I would have thought that Stanford's is as good as any - and it's from an era when hardly any were being written.
I honestly find Spohr's very boring, for the record.
Anyway, being a (former) clarinet player, I of course enjoy many concerti for the instrument.
For starters, Krommer, ALL of them (I believe two solo, and two double). His Eb is just on the line of being sung, especially by clarinet players. Same with Carl Stamitz's #3, but all of his (many also on Naxos) are nice as well.
There's a fantastic 5CD set of 'Mannheim Clarinet Concerti' on the Arte Nova label (and probably OOP, alas). Aside from 7 concerti by Stamitz (include a double, a basset horn one, and a clar+bassoon one), it includes a couple by Danzi, one by Fuchs, and a bunch by otherwise unknowns. One of the best is a concerto for clarinet and English horn (!) by someone named Fiala.

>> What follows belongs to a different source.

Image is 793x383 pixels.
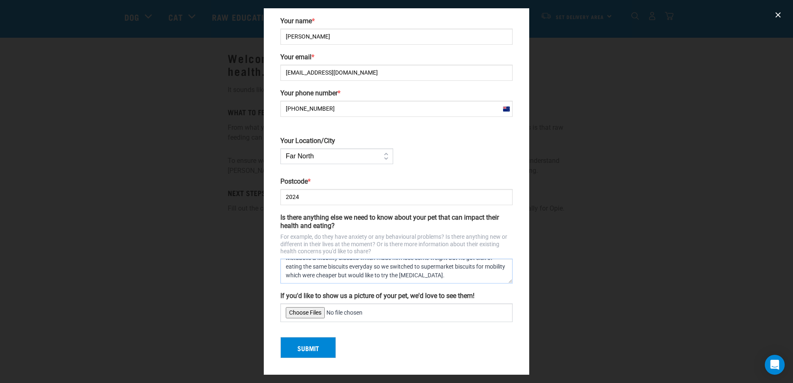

Some others I have recordings of:
-Bottesini wrote a piece for clarinet, bass, and orchestra
-Carl Davis wrote a modernish but still mostly in his style concerto (alas only strings and timpani accompaniment)
-Bruch of course wrote the clarinet and viola concerto
-Cartellieri wrote a few. Actually all of his music I've heard has been lovely, a very fine early romantic all around
-Schickele wrote a concerto. It's very Americana and light hearted, as with most of his 'serious' music.
-Rossini of course wrote a pair of variations
-Mercadante wrote a pair. Like all his music, they are nice without being the best.
-Donizetti wrote a concertino
-Reicha wrote a concerto as well.
-Finzi wrote one of the best of the 20th century, even if it's only with string accompaniment
Of course, there's plenty of shorter pieces too...
Just recently downloaded clarinet concerti by Pleyel, a Mozart contemporary. Lovely as performed by Dieter Klocker on the CPO label. Just search the name Dieter Klocker and you will come up with a plethora of unknown clarinet concerti and composers you've perhaps never heard of. Also check out the concerti of Backofen and LeFevre.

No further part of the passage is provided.